The paper tackles the problem of predicting single-cell responses to unseen treatments by proposing the Conditional Monge Gap, a method that learns optimal transport maps conditionally on covariates like drugs or dosages. It achieves results comparable or superior to condition-specific state-of-the-art methods on scRNA-seq and protein imaging data, with notable generalization to unseen drugs or dosages that outperforms other conditional models in capturing population heterogeneity.

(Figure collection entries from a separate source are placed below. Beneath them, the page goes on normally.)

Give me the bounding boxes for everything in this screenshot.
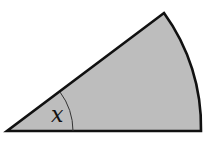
sector-diagram: x: [0, 0, 218, 150]
sector-shape: [7, 13, 201, 131]
sector-figure: [0, 0, 218, 150]
angle-label-x: x: [51, 104, 63, 126]
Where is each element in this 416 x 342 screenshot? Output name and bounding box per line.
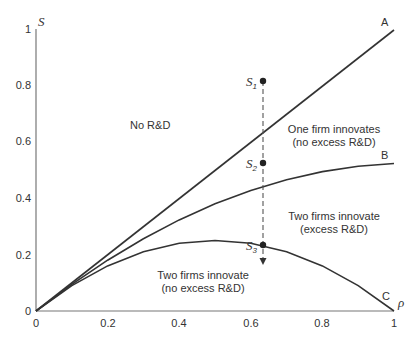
- x-tick-0: 0: [33, 317, 39, 329]
- x-tick-0.4: 0.4: [171, 317, 186, 329]
- point-s2-label: S2: [246, 156, 258, 173]
- region-two-excess-line1: Two firms innovate: [288, 210, 380, 222]
- curve-c-label: C: [382, 290, 390, 302]
- point-s2: [260, 160, 266, 166]
- x-tick-1: 1: [391, 317, 397, 329]
- x-axis-label: ρ: [397, 295, 404, 310]
- x-tick-0.2: 0.2: [100, 317, 115, 329]
- curve-a-label: A: [381, 16, 389, 28]
- point-s1: [260, 78, 266, 84]
- y-tick-0.8: 0.8: [16, 79, 31, 91]
- region-two-noexcess-line2: (no excess R&D): [161, 282, 244, 294]
- x-tick-0.8: 0.8: [314, 317, 329, 329]
- point-s1-label: S1: [246, 74, 257, 91]
- y-tick-0.6: 0.6: [16, 135, 31, 147]
- r-and-d-diagram: S ρ 1 0.8 0.6 0.4 0.2 0 0 0.2 0.4 0.6 0.…: [0, 0, 416, 342]
- y-tick-0.2: 0.2: [16, 249, 31, 261]
- point-s3-label: S3: [246, 238, 258, 255]
- region-no-rd: No R&D: [130, 119, 170, 131]
- y-tick-0.4: 0.4: [16, 192, 31, 204]
- region-two-excess-line2: (excess R&D): [300, 223, 368, 235]
- y-tick-0: 0: [25, 305, 31, 317]
- y-axis-label: S: [38, 14, 45, 29]
- x-tick-0.6: 0.6: [243, 317, 258, 329]
- arrow-down-icon: [260, 258, 267, 265]
- point-s3: [260, 242, 266, 248]
- region-two-noexcess-line1: Two firms innovate: [157, 269, 249, 281]
- curve-b-label: B: [381, 149, 388, 161]
- y-tick-1: 1: [25, 23, 31, 35]
- region-one-firm-line1: One firm innovates: [288, 123, 381, 135]
- region-one-firm-line2: (no excess R&D): [292, 136, 375, 148]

Learning the response of single-cells to various treatments offers great potential to enable targeted therapies. In this context, neural optimal transport (OT) has emerged as a principled methodological framework because it inherently accommodates the challenges of unpaired data induced by cell destruction during data acquisition. However, most existing OT approaches are incapable of conditioning on different treatment contexts (e.g., time, drug treatment, drug dosage, or cell type) and we still lack methods that unanimously show promising generalization performance to unseen treatments. Here, we propose the Conditional Monge Gap which learns OT maps conditionally on arbitrary covariates. We demonstrate its value in predicting single-cell perturbation responses conditional to one or multiple drugs, a drug dosage, or combinations thereof. We find that our conditional models achieve results comparable and sometimes even superior to the condition-specific state-of-the-art on scRNA-seq as well as multiplexed protein imaging data. Notably, by aggregating data across conditions we perform cross-task learning which unlocks remarkable generalization abilities to unseen drugs or drug dosages, widely outperforming other conditional models in capturing heterogeneity (i.e., higher moments) in the perturbed population. Finally, by scaling to hundreds of conditions and testing on unseen drugs, we narrow the gap between structure-based and effect-based drug representations, suggesting a promising path to the successful prediction of perturbation effects for unseen treatments.